The Choice Awakens: Optimization vs Open Source with Hadoop

Tony Baer recently wrote a new article about MapR, and about their continued journey to optimize their infrastructure for batch and streaming workloads so that a single cluster could support all these workloads, perform well and have a lower TCO. Cloudera has focused more on helping the open source community innovate, and selling tools for optimization, monitoring, management and data governance. Hortonworks has taken more of an OEM and partnering approach. While MapR does support the standard Hadoop APIs, making migration to and from MapR easier, it raises the question yet again; should I go open source or "non-open source" and why?

Just like Star Wars has many sequels, it's not the first time we've had to make this choice. Operating systems (Linux), SQL databases (MySQL), Web Servers (Apache HTTP Server), App servers (JBoss), ESB (Mulesoft), and data integration (Talend) are some of the examples. But there has been one big change. Hadoop was arguably the first big example where the innovation came from open source first, from some of google's work that was turned into open source at Yahoo, which then shifted to Cloudera and Hortonworks. In the previous examples, the open source equivalent was either helping commoditize established features and lower costs, or open up features to different communities and buyers. So if you wanted the latest you started with open source.

But, like all the previous technologies, when customers demanded a lot of innovation and new capabilities, proprietary implementations thrived. Oracle, Microsoft and IBM's database businesses are still huge. What Tony rightly points out is that there's a big need for performance, low cost of ownership and a host of capabilities including data governance that vendors need to provide that are not open source (today.) While analytics use cases (including extract transform load or ETL) were solid initial use cases for Hadoop, it is streaming use cases, including IoT that promise to have a huge impact on companies today. Why? Because improving the customer experience, optimizing the supply chain, even autonomous vehicles all depend on taking in huge amounts of real-time data and making good decisions really fast. And that requires a host of technologies and capabilities that not only processes and acts on data really quickly, but also separately looks for new patterns on the side, and learns. I call it the hare brain and tortoise brain (which I first heard from John Cleese years ago :-)).

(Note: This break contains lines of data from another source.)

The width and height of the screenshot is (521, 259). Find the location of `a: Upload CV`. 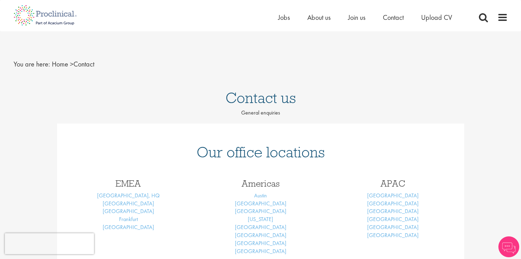

a: Upload CV is located at coordinates (436, 17).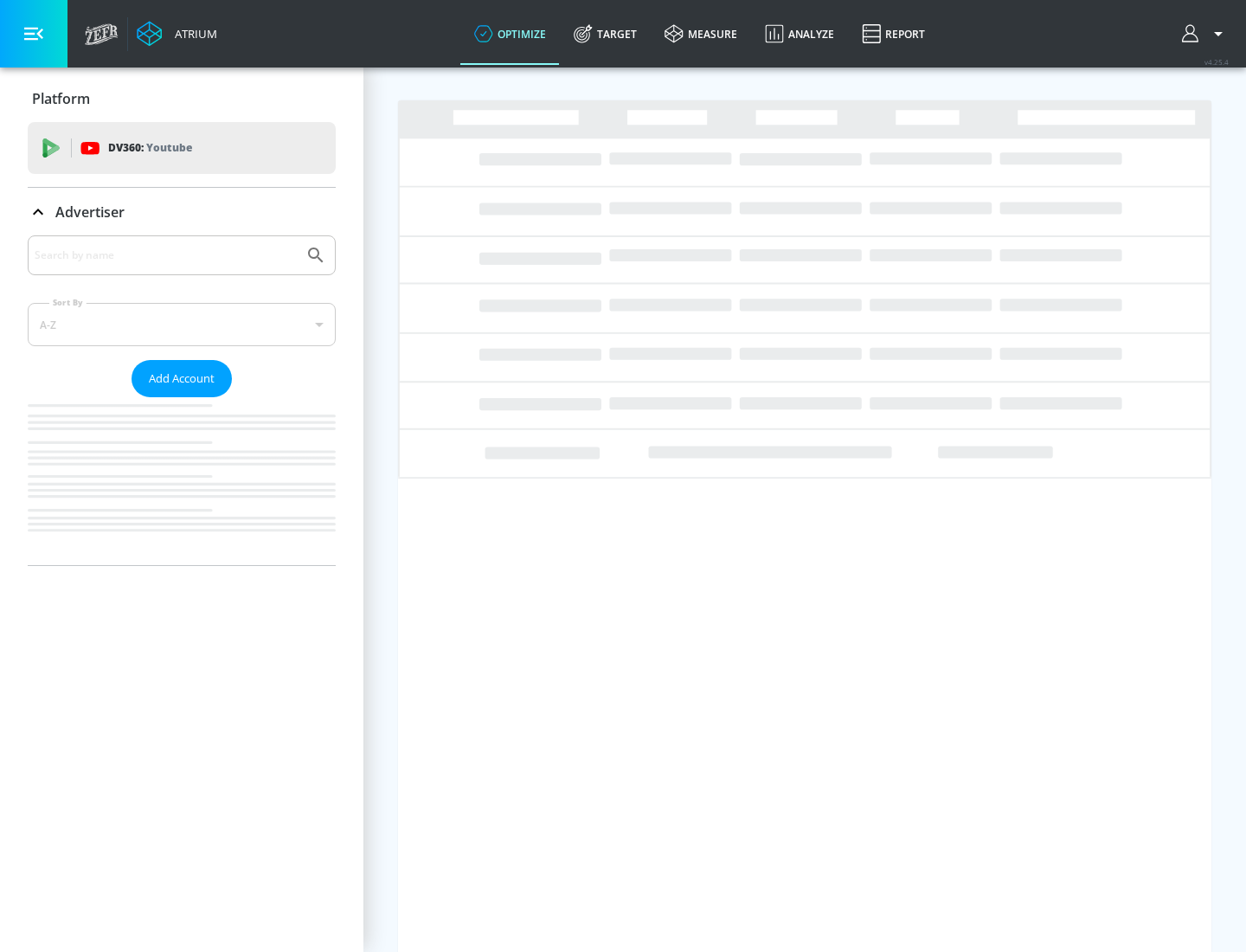 Image resolution: width=1246 pixels, height=952 pixels. What do you see at coordinates (605, 34) in the screenshot?
I see `a: Target` at bounding box center [605, 34].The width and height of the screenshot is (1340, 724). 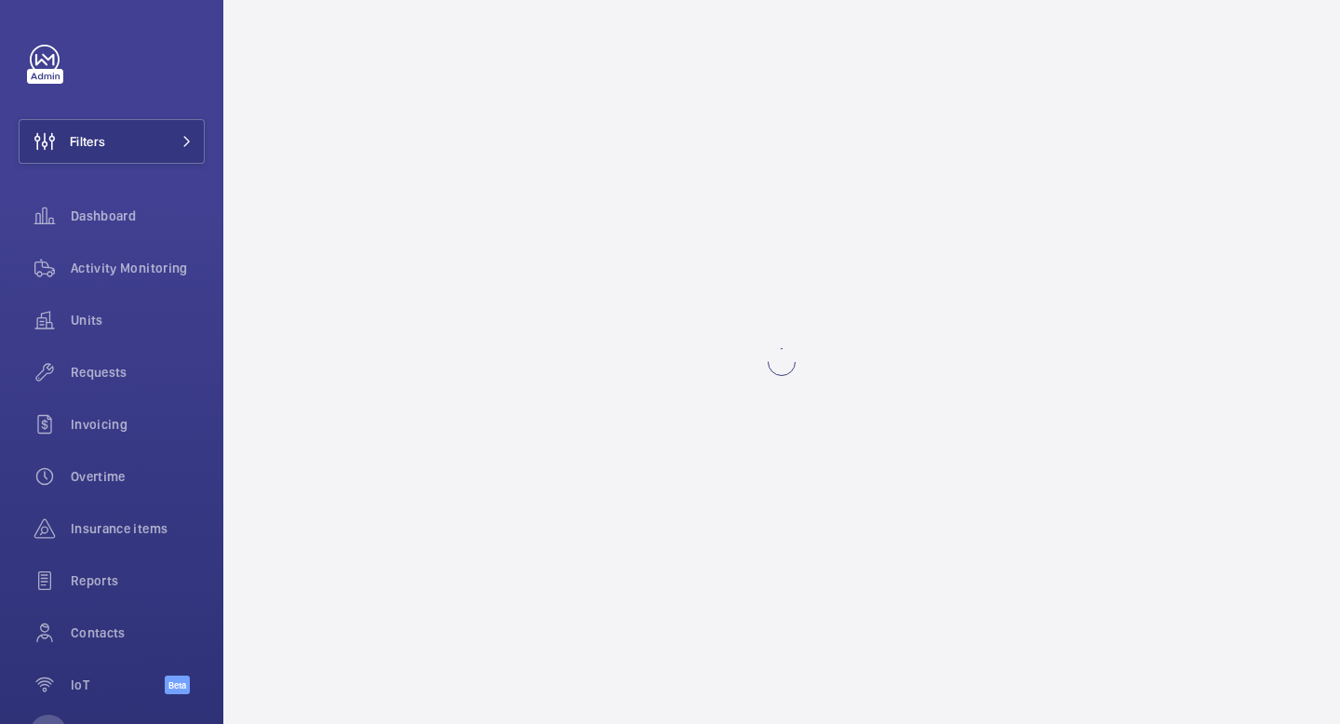 What do you see at coordinates (87, 141) in the screenshot?
I see `span: Filters` at bounding box center [87, 141].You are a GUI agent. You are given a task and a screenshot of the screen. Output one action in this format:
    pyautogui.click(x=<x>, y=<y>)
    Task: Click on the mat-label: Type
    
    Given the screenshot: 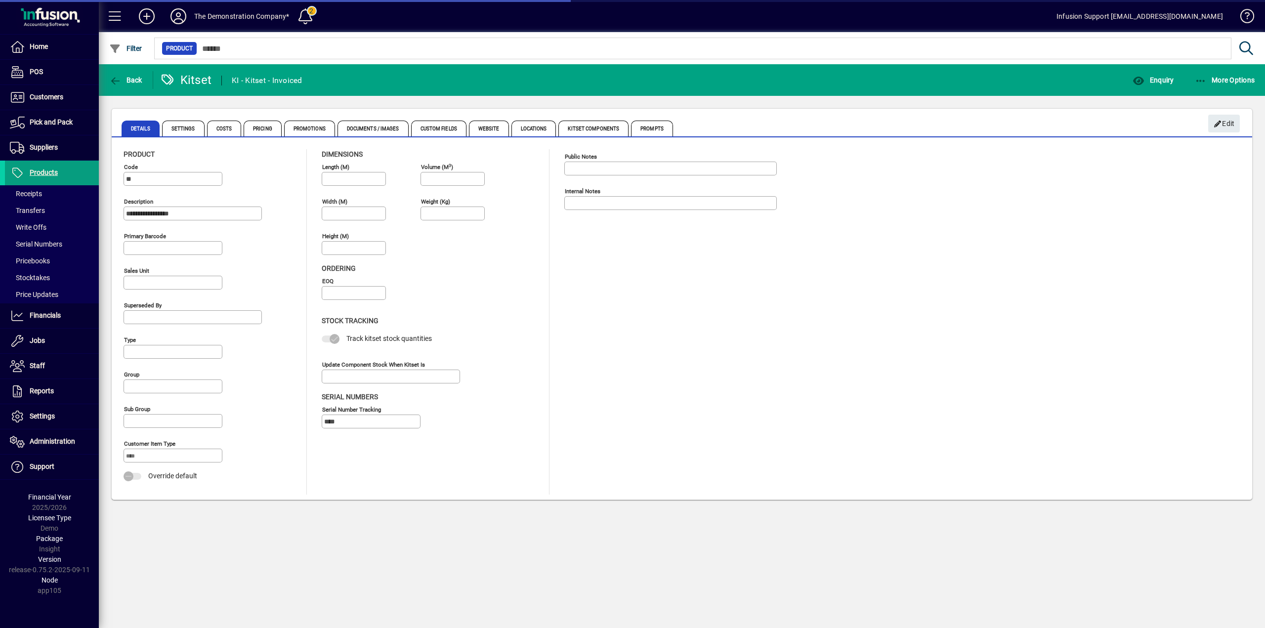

For the hare brain, you need new forms of real-time streaming integration to feed the data, you need messaging underneath it, event processing/streaming analytics on top of Spark or other technologies to make sense of the data and act fast. Your memory for acting fast requires new ways to store relationships that help you make decisions, like graph technology. For the tortoise brain, you need a great way to store the data combined with analytics tools (like Spotfire, Tableau and Qlik or newer noSQL tools), analytics languages like R, and newer machine learning and artificial intelligence technologies. This all needs to work in a way that allows you to feed the learning back into the hare brain.

So here's the big question that has led us to our choice. How do you add features AND make this all work together AND perform much better? The open source community, and all the vendors around them, do a great job of adding features. And each technology does quickly adopt the many of the latest features of the other technologies around them. But the achilles heel of the open source community is that they focus on their technology and their technology alone. That's why MapR focuses on packaging up all these technologies in one installer, flattening out and optimizing stacks, and optimizing end-to-end performance, management and TCO behind the Hadoop APIs, and doesn't just package up open source technologies.

Choice is good. Some companies will choose open source, or Cloudera, or Hortonworks through an OEM, or MapR. But there is so much more innovation needed to help improve the customer experience, or make companies more real-time and intelligent, and so much more simplification for IT organizations that MapR, and going beyond Open Source will continue to thrive.



Great Article Rob Meyer. Real time streaming into Big Data and native transformation in Hadoop without having to use proprietary engines is the key. #OracleGoldenGate is the fore front of streaming Ingestion and #OracleDataIntegrator is providing native transformation capability without having to write. Single line of code is solving real customer problems... As the space is more fluid and dynamic than ever, it is important to choose technology agnostic tools to derive more value from data. #OracleDataIntegration does that for you.